Economic Challenges for the New Government
Economic Challenges for the New Government
The economic story of the last 10 years is easily told.
The Labour-led government came into office at the end of 1999 when the economy was recovering strongly from the shallow recession induced by the Asian crises. In the year to March 2000 the economy grew by 4.7%.
It also inherited a generally sound economic framework created by the economic reforms of the 1980s and early 1990s, even though the previous National-New Zealand First government had allowed government spending to take off and had become more interventionist.
In the first half of this decade, the economy continued to perform well, assisted by generally buoyant world economic conditions, high terms of trade, reasonable control over government spending in Labour’s first term, and what turned out to be excessively loose monetary policy from 2003 on.
Former finance minister Michael Cullen was correct to claim that per capita incomes grew slightly faster in New Zealand than in Australia up to 2005.
However, by that time a raft of anti-growth initiatives in areas such as tax, employment law, network industry regulation, competition and securities law, environmental policy and others, coupled with mushrooming government spending, were beginning to take their toll.
From 2006 on, per capita income growth in New Zealand fell below that of Australia and is projected to remain lower for at least an 8-year period, according to the latest IMF forecasts.
Labour productivity growth, which averaged close to 3% per annum in the 1990s, fell to 1.1% on average in the period 2000-07, and multifactor productivity growth also slumped.
The Business Roundtable pointed out repeatedly that the Labour-led government’s anti-growth policies and focus on income redistribution made its goal of getting New Zealand back into the top half of the OECD income range unachievable. Unfortunately that assessment proved to be correct.
Other economic problems have mounted. Dr Cullen misdiagnosed the balance of payments deficit as a savings problem rather than a loss of international competitiveness, and for the last four years of his watch the deficits were larger than those he inherited.
The economy entered recession at the beginning of this year, well before the world financial crisis hit it.
As one of New Zealand’s most senior businessmen put it to me recently, “I don’t know whether National realise the mess they are inheriting, and the severity of the recession.
“All the fiscal surpluses have been eroded and turned into serious deficits; the external deficit is one of the highest in the western world and leaves us at risk of a brick wall on offshore borrowing; inflation at 5% is the highest in many years; and wage pressures are severe at a time when unemployment is rising rapidly.
“Pervasive regulations have strangled many businesses; the stock exchange has largely dwindled into insignificance; the deposit guarantee scheme is distorting debt markets; public sector numbers have ballooned; and management of the health and education sectors is woeful.
“Business people have seen this crisis developing. The mystery is why media commentators have been so slow to grasp it."
The National-ACT Confidence and Supply Agreement recognises the seriousness of the immediate economic risks and the dire productivity trend. It acknowledges the need for significant changes in institutions and policies to cope with the problems.
Under the heading of ‘joint aspirations’, the parties have committed themselves to the goal of closing the income gap with Australia by 2025 which, they said, “will require a sustained lift in New Zealand’s productivity growth rate to 3% a year or more."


For this exercise, write out each entry below exactly, omitting the images.

* Raw data *
^^^^^^^^

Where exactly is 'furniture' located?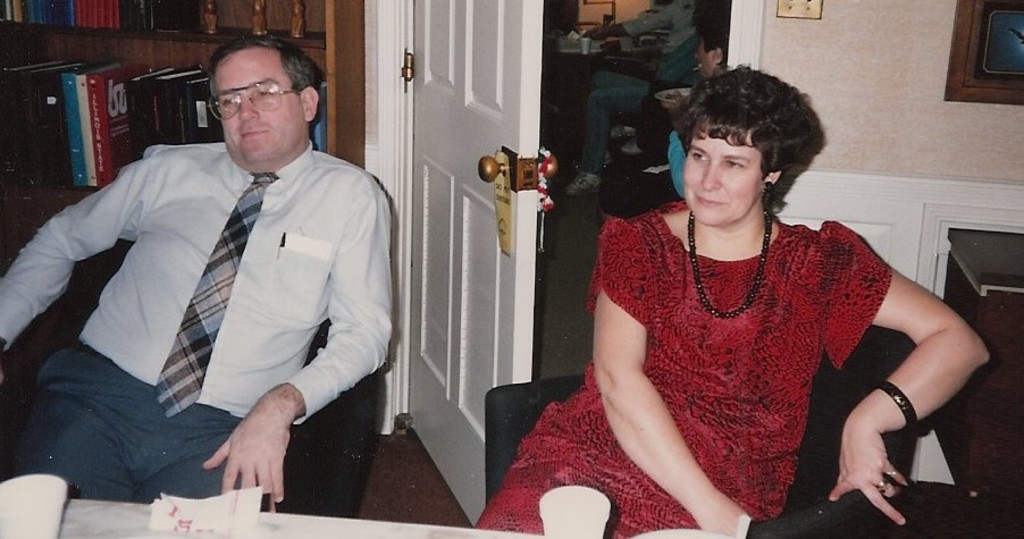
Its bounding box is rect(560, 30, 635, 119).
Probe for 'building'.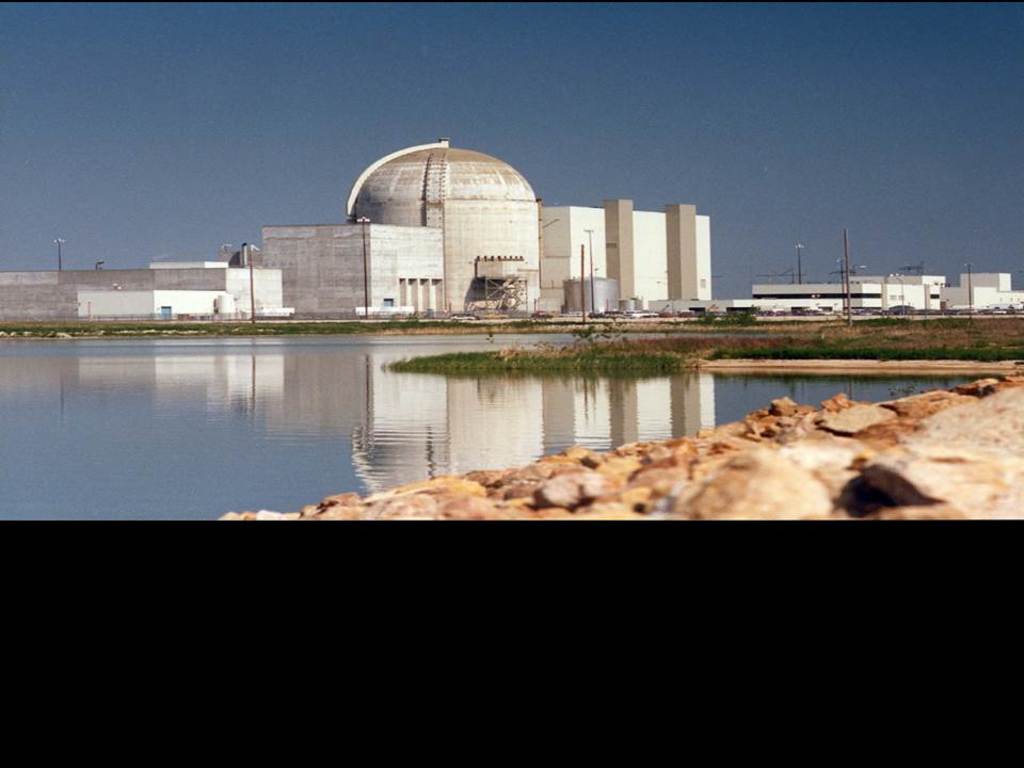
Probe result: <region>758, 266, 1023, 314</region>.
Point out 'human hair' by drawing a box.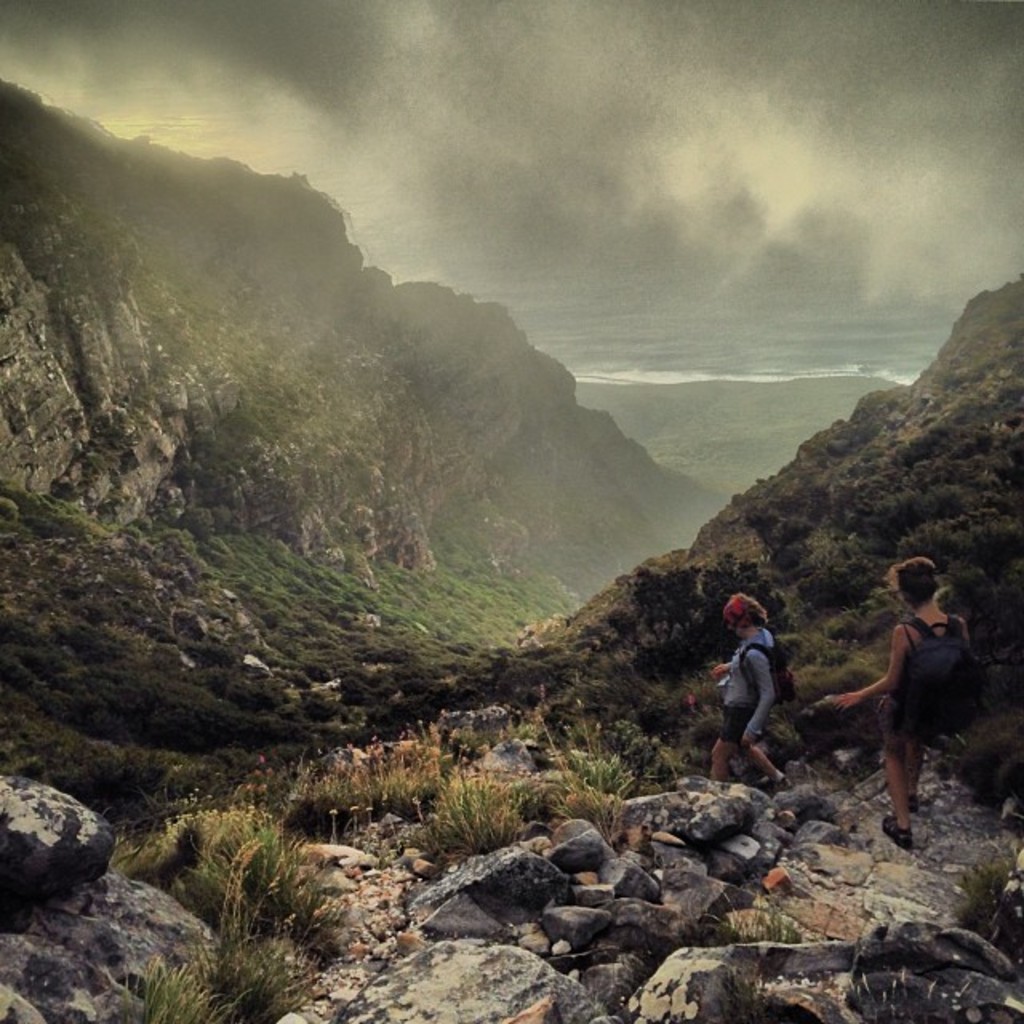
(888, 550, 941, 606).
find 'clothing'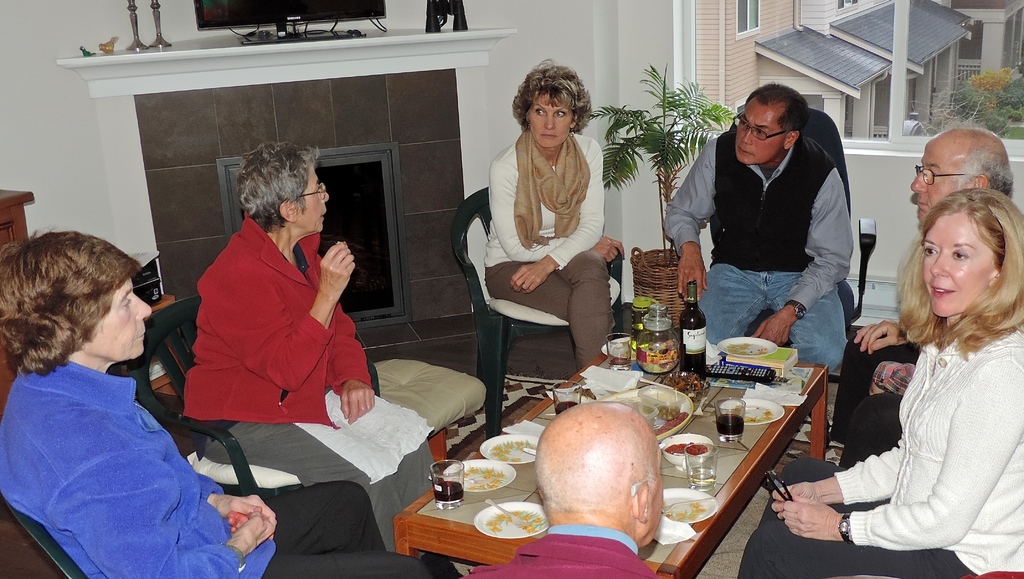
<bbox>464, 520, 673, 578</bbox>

^^^^^^^^

* Answer section *
Where exactly is 'furniture' located?
Its bounding box is rect(560, 30, 635, 119).
Probe for 'building'.
Probe result: <region>758, 266, 1023, 314</region>.
Point out 'human hair' by drawing a box.
(888, 550, 941, 606).
find 'clothing'
<bbox>464, 520, 673, 578</bbox>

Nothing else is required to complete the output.